Roy was right, GTR PSU’s are terrible.

My GTR Power Com PS530 Plus ‘Chinesium‘ PSU blew up.

Roy called it!

Well, Roy called it. It’s a shame I don’t have footage as I didn’t really expect anything to happen, but I let the system run for a few days nothing much to report, I had mostly left it to idle, until the kids came in, and it became a YouTube, music machine. Again nothing much to report, I loaded some program to report CPU temperatures, and it was hovering under 30c. Not to bad.

With the kids gone, I thought I’d run FurMark to see how the GPU cooler is scaling as I suspect I should disassemble the video card, clean it up some, add new paste at least. So basically at 600×400 it was scaling about 1c ever second, just going vertical until it was in the 80c range. I’m not sure of the exact temp, but it was at least 80c and then the PSU shorted, shot electricity out the back, and let out some magical blue smoke. I yanked the power cable, and pulled the PSU, which was still hot to the touch.

Yikes!

Now granted the TDP of the E5-2620 v2 is 80 watts, and what I suspect is the killer, the graphics card, an ASUS Radeon R9 290x can consume up to 300 watts. I don’t know how much 4 sticks of RAM, and a M.2 drive will hit, but considering the PSU says 550 on the box, 530 on the sticker, I suspect going anywhere near 450 is really pushing it to the limits.

I pulled the card, and cleaned it up, and put in an ANTEC 650 PSU, and was amazed that the system powered up just fine. I even reran FurMark until it hit 75c, and killed it, and let it drop back to it’s idle temperature of 35c.

So yeah, the GRT PSU killed itself under load. I though that disclaimer in FurMark was a bit crazy, but no really it really can kill hardware! And I got lucky the only thing that died was the PSU, the machine is still happily running.

5 thoughts on “Roy was right, GTR PSU’s are terrible.

    • Yeah no kidding.

      It’s amazing the weight difference between the Antec & the GTR. I was trying to keep costs down, since I’ve been trying to get more uh ‘college’ aged kids internships and whatnot. although that’s not going as well as I had hoped. and kids these days, can’t even imagine something like C, let alone assembly….

      • but don’t rely on weight to determine if PSU is good/high quality or not. There are low-tier PSUs use fake transformer filled with concrete/iron to increase weight.

        • I’m always amazed at the lengths some go through to scam people, when it would be easier to just build a better product.

          It’s sad when motherboards are higher quality than a psu.

  1. and for me, I’d trust a PSU at 1HKD per watt. If it is < 0.7HKD per watt you should really think if it is really capable to provide power as its label says.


__EXERCISE DETAILS__. Show each line of the entries below in which the word "dips" appears.

INFORMATION SHOWN START

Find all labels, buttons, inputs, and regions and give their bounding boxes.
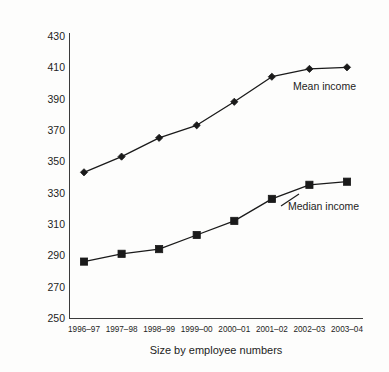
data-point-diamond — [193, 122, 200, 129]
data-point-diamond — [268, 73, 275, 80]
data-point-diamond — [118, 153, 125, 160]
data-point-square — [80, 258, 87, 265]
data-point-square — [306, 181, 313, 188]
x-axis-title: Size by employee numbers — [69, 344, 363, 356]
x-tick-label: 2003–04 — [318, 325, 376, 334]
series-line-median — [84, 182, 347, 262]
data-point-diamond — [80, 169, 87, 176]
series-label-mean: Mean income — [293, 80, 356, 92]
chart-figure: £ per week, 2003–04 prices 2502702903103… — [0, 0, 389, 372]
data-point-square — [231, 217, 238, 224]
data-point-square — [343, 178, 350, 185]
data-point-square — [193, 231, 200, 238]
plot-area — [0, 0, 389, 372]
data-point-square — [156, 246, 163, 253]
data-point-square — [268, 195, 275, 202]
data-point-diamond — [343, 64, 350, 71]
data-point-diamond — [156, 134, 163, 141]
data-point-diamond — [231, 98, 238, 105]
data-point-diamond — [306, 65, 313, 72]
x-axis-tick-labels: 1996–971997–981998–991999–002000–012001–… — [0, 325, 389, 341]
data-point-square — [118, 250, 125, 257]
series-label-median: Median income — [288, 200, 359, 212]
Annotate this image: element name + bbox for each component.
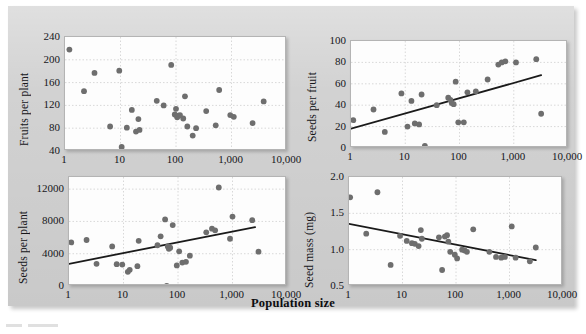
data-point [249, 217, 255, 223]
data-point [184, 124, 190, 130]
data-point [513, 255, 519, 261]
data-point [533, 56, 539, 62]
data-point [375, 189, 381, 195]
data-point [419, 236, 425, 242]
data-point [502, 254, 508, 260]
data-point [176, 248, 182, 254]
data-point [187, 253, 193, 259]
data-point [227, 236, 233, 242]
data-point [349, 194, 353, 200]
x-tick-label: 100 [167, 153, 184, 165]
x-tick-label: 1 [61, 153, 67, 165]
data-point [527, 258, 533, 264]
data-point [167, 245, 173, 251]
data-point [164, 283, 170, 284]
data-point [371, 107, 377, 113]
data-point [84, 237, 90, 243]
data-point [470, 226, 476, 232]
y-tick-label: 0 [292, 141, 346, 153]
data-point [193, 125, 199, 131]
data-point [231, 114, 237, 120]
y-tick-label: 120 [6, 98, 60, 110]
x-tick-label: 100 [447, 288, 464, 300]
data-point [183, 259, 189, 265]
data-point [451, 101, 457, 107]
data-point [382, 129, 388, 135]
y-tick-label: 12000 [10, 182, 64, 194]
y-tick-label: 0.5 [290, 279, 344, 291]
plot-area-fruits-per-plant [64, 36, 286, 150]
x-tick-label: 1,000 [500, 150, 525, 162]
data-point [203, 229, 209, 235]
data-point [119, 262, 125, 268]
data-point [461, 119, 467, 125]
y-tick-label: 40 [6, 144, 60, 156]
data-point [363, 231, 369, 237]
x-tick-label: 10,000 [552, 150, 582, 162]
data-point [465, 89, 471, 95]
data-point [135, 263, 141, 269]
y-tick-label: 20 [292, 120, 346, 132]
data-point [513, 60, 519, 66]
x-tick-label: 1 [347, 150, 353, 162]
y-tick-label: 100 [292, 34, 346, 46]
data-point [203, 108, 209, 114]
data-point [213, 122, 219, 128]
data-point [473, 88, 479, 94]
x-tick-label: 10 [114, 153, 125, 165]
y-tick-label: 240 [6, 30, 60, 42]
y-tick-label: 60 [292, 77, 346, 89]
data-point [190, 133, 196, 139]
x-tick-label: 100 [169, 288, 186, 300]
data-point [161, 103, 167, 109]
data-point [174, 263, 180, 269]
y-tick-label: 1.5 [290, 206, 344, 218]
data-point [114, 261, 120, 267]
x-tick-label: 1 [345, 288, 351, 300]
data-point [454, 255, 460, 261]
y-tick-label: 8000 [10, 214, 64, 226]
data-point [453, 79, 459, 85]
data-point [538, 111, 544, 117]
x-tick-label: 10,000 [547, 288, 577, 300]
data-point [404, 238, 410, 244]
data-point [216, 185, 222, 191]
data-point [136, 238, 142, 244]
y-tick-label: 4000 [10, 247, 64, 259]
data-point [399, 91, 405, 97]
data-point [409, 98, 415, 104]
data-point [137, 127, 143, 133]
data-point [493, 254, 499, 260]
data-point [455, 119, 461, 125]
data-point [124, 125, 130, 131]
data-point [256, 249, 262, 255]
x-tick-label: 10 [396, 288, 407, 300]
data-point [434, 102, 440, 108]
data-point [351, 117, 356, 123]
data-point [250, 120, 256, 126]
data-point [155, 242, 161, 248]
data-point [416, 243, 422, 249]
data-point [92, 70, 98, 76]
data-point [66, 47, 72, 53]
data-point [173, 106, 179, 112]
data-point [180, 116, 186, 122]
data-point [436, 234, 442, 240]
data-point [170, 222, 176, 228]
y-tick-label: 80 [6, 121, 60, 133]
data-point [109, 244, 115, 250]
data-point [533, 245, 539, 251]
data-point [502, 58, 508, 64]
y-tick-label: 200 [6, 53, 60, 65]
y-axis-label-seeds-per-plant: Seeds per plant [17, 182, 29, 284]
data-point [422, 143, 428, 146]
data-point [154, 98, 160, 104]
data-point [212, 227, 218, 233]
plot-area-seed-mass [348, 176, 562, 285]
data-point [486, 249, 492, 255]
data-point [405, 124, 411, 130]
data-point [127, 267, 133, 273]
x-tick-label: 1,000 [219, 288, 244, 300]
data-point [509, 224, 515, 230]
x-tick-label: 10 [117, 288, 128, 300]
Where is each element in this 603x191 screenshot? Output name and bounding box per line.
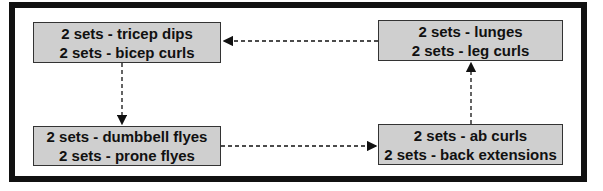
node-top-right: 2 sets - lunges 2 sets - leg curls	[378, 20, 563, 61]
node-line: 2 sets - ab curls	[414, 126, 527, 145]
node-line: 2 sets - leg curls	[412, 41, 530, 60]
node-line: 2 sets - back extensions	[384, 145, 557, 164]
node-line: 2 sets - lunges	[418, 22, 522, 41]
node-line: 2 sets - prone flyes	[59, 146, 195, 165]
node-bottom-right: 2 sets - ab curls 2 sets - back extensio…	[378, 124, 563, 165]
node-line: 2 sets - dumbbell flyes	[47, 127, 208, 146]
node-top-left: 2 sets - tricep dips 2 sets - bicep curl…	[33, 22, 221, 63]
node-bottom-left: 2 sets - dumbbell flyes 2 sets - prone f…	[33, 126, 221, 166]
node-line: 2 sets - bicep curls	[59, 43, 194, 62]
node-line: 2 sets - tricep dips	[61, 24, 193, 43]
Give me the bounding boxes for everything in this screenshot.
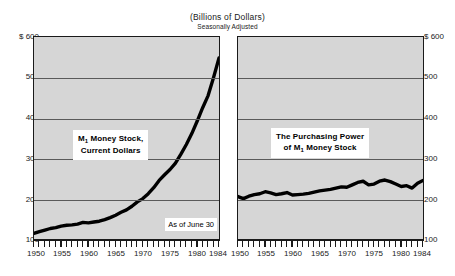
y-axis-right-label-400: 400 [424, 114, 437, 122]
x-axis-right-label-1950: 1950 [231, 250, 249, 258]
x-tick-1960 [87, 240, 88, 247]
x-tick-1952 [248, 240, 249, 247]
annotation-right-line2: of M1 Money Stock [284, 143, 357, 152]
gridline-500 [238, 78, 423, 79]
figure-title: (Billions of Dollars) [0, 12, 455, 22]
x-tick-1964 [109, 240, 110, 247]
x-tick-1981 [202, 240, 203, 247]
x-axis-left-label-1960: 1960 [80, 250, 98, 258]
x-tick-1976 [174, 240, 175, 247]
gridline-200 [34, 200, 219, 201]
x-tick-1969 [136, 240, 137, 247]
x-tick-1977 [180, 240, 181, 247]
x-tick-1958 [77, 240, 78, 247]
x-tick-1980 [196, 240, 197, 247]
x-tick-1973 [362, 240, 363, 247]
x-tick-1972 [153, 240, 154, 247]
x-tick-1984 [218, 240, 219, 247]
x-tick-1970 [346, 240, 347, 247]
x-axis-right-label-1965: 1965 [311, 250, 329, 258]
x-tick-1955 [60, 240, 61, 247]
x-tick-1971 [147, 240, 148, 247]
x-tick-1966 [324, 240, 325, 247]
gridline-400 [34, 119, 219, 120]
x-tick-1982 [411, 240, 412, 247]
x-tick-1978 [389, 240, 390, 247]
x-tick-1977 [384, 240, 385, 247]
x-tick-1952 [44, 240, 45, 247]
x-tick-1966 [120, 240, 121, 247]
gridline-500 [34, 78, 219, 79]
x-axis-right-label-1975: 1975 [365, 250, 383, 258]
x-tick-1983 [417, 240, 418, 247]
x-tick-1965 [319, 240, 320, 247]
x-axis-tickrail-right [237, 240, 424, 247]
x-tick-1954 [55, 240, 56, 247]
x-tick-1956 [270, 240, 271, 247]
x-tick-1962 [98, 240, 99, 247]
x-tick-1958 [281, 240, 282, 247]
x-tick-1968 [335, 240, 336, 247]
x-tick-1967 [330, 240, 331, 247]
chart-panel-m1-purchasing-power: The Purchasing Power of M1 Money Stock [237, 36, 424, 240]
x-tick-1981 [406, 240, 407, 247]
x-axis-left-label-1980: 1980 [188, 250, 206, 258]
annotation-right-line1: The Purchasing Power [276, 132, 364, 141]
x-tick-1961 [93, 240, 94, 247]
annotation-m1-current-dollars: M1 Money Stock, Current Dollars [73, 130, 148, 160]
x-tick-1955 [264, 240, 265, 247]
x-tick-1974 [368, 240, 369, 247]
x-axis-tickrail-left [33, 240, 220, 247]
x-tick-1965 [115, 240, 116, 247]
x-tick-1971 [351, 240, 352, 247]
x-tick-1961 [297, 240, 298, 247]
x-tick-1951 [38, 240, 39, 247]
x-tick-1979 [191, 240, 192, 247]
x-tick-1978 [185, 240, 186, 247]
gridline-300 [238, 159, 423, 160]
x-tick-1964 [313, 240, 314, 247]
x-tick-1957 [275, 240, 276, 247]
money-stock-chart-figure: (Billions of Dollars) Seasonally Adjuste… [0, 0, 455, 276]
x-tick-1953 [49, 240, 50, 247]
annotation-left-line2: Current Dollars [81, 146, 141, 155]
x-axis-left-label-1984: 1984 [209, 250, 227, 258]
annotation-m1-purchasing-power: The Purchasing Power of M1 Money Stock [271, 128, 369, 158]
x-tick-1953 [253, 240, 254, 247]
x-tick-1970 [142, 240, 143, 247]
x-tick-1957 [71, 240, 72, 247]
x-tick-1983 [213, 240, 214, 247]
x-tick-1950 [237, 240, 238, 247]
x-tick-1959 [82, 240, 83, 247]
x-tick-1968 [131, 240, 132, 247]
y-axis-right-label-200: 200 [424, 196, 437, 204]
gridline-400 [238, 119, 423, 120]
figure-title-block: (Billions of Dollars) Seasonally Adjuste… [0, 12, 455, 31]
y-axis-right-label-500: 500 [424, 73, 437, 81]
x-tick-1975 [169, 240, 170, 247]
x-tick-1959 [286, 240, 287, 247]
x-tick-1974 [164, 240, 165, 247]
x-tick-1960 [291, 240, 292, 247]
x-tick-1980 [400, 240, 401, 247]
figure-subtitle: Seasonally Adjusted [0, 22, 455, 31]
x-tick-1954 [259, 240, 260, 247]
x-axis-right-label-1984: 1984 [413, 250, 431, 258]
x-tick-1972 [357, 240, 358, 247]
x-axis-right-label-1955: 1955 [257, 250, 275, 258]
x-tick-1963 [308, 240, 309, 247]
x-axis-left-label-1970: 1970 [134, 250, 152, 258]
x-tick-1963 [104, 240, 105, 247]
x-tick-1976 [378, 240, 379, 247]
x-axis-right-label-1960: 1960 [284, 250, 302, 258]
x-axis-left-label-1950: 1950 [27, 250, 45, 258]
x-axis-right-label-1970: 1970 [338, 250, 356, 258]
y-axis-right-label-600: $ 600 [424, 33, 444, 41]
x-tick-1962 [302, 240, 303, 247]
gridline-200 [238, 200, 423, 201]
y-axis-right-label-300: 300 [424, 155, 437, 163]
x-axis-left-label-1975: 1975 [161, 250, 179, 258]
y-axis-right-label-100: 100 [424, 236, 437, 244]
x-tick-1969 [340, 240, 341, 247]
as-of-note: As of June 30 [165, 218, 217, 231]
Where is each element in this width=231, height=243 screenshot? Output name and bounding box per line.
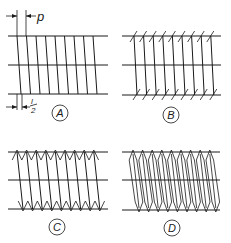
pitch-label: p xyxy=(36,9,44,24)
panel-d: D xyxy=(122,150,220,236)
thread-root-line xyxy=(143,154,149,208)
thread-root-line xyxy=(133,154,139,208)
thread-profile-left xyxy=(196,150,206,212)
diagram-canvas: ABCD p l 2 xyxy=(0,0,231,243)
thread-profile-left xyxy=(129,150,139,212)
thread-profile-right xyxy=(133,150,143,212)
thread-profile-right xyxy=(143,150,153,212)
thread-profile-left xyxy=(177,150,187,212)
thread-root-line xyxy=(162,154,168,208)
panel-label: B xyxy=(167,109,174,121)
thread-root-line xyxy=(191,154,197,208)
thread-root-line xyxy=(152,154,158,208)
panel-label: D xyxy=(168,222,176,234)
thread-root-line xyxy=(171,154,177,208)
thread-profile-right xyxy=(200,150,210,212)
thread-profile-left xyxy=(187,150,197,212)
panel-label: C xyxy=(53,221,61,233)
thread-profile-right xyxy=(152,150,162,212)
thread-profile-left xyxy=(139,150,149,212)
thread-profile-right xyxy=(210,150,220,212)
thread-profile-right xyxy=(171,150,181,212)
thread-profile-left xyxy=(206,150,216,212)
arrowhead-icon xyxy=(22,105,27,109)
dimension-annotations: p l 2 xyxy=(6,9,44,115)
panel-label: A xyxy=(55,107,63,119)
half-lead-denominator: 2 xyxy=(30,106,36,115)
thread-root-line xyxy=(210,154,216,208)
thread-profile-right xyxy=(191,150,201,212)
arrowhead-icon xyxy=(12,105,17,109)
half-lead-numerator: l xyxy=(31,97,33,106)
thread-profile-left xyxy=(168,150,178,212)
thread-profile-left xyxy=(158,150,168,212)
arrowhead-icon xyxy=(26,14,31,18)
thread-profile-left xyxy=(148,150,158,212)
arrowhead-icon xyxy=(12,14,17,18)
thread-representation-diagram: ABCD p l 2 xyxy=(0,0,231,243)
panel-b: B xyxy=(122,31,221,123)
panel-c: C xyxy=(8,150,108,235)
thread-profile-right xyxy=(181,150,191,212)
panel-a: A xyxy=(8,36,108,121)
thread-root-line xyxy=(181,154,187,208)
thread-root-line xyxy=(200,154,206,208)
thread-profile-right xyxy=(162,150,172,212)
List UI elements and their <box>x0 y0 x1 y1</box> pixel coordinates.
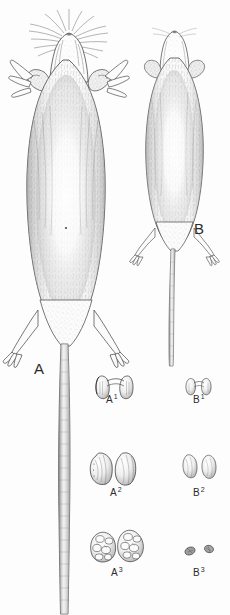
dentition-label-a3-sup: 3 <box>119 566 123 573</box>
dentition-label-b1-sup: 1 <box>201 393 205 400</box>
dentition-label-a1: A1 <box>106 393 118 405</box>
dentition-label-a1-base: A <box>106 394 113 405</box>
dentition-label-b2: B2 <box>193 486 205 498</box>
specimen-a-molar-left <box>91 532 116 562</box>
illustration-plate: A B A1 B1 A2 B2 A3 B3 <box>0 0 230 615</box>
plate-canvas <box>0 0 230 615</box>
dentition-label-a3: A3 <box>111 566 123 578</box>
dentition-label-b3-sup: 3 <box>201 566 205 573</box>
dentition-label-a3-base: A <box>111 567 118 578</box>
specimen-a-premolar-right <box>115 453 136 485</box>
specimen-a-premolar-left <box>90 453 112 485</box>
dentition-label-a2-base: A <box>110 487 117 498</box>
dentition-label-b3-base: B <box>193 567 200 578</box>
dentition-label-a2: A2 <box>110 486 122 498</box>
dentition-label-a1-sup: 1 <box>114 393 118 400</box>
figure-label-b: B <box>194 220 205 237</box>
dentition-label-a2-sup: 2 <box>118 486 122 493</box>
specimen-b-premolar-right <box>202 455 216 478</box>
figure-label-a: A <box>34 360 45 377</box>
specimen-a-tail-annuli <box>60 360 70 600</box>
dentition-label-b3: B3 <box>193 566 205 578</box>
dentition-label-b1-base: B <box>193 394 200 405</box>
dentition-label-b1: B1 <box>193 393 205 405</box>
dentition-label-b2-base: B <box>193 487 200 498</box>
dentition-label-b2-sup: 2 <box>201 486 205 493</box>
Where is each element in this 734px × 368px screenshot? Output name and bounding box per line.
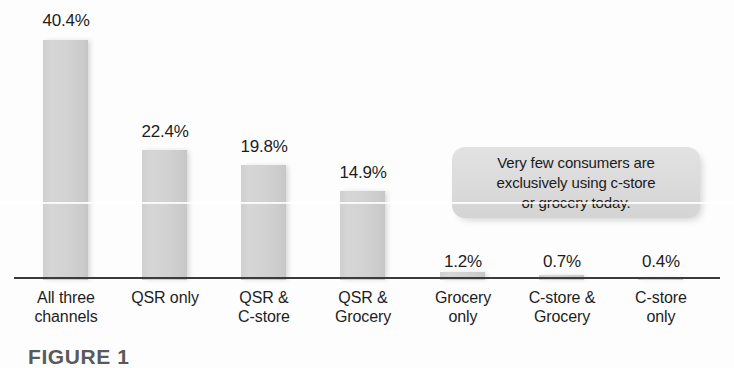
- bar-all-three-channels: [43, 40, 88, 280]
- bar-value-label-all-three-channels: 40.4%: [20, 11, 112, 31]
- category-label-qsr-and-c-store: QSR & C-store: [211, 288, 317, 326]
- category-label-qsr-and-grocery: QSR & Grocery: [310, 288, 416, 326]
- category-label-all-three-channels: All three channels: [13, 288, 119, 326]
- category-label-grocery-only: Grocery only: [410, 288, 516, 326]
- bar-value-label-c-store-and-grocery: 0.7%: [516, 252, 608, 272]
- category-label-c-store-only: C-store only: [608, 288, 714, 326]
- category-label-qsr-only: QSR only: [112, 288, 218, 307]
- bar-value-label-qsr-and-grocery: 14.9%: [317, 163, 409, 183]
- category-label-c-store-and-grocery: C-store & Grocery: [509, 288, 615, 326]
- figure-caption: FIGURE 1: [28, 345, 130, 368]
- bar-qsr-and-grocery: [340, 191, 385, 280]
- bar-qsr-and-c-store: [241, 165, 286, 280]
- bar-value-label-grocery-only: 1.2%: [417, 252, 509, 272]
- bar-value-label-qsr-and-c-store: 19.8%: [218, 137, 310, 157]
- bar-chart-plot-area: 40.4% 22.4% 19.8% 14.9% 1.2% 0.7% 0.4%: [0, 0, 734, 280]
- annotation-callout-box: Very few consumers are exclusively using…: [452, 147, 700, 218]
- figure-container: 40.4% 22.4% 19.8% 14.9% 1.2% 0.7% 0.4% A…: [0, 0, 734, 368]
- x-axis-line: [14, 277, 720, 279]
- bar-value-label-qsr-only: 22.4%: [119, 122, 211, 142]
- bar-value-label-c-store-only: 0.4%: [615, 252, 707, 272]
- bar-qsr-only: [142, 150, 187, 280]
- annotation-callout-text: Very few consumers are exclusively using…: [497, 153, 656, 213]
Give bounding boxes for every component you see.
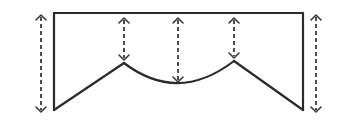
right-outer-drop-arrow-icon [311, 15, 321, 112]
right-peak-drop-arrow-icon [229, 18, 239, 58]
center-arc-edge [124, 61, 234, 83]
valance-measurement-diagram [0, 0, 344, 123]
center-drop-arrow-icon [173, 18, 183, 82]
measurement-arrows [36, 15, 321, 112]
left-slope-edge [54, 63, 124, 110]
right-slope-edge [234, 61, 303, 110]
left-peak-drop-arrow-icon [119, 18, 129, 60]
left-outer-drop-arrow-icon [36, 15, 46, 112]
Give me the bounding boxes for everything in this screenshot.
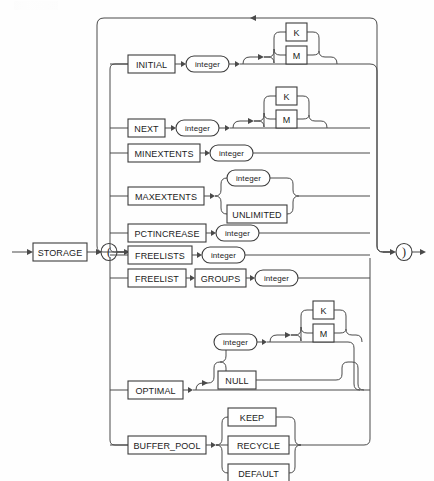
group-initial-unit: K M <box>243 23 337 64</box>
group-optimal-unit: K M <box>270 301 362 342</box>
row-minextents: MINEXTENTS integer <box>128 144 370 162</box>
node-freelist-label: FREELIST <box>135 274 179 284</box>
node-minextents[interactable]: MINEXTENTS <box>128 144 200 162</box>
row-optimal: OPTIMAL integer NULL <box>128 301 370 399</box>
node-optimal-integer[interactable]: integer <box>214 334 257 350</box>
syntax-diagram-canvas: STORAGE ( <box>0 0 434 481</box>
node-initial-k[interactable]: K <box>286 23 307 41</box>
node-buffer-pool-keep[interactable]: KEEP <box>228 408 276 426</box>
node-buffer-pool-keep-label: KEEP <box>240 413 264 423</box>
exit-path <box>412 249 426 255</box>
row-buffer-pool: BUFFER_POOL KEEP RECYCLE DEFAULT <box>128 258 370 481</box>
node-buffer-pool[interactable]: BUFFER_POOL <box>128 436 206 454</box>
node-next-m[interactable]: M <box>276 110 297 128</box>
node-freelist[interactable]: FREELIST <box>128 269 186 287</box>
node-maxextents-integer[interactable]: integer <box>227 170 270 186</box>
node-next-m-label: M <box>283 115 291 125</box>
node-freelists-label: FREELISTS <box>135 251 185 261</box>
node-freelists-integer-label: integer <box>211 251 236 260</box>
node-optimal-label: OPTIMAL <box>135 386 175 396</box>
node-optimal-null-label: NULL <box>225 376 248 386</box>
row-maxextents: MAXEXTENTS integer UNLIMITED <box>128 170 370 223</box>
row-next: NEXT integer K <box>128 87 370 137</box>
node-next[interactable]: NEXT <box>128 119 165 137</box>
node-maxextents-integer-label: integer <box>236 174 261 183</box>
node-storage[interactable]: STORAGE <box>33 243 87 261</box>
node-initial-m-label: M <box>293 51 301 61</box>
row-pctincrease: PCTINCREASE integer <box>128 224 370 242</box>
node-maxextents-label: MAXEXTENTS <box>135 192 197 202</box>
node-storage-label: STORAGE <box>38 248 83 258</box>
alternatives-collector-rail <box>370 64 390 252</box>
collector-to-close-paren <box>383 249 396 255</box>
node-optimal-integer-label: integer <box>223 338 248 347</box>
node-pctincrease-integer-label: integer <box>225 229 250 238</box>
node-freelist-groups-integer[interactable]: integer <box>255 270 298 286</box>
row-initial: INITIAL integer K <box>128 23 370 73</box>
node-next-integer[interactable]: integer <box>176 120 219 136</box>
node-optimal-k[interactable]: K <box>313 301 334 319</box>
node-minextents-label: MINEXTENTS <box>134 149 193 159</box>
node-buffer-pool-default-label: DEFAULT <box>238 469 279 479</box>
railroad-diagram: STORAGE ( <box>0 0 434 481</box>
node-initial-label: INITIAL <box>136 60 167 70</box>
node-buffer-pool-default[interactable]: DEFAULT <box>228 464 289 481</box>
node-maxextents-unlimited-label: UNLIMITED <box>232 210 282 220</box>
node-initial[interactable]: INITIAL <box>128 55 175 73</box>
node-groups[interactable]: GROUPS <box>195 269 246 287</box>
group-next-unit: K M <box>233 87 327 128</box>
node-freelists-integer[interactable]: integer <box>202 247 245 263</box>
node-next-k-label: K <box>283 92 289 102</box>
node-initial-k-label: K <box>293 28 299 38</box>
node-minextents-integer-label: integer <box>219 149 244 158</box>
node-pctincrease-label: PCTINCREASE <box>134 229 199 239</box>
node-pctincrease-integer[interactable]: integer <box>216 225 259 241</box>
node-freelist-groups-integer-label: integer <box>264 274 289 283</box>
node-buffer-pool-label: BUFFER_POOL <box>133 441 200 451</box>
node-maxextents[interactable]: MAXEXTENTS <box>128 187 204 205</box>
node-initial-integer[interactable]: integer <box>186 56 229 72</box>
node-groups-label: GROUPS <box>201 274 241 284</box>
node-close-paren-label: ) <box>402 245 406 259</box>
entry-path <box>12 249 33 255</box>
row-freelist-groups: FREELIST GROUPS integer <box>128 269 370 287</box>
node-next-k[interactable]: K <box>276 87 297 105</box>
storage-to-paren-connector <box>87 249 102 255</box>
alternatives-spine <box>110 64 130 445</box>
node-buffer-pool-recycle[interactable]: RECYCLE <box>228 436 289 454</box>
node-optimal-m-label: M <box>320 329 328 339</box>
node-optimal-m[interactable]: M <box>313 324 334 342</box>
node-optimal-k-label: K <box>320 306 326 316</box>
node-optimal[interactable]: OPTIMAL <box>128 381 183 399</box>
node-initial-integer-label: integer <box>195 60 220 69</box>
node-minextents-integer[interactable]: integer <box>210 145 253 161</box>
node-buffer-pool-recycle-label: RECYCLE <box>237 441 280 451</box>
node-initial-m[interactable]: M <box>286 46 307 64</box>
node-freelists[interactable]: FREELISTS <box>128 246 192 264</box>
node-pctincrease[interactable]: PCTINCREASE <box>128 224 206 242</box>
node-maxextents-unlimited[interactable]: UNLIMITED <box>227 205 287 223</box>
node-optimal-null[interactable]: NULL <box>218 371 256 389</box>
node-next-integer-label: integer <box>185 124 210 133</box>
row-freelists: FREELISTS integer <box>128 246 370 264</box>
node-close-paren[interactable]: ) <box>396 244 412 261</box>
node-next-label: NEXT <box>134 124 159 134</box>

INFORMATION SHOWN END

__ANSWER BELOW__.
node-top-left: 2 sets - tricep dips 2 sets - bicep curl…	[33, 22, 221, 63]
node-line: 2 sets - tricep dips	[61, 24, 193, 43]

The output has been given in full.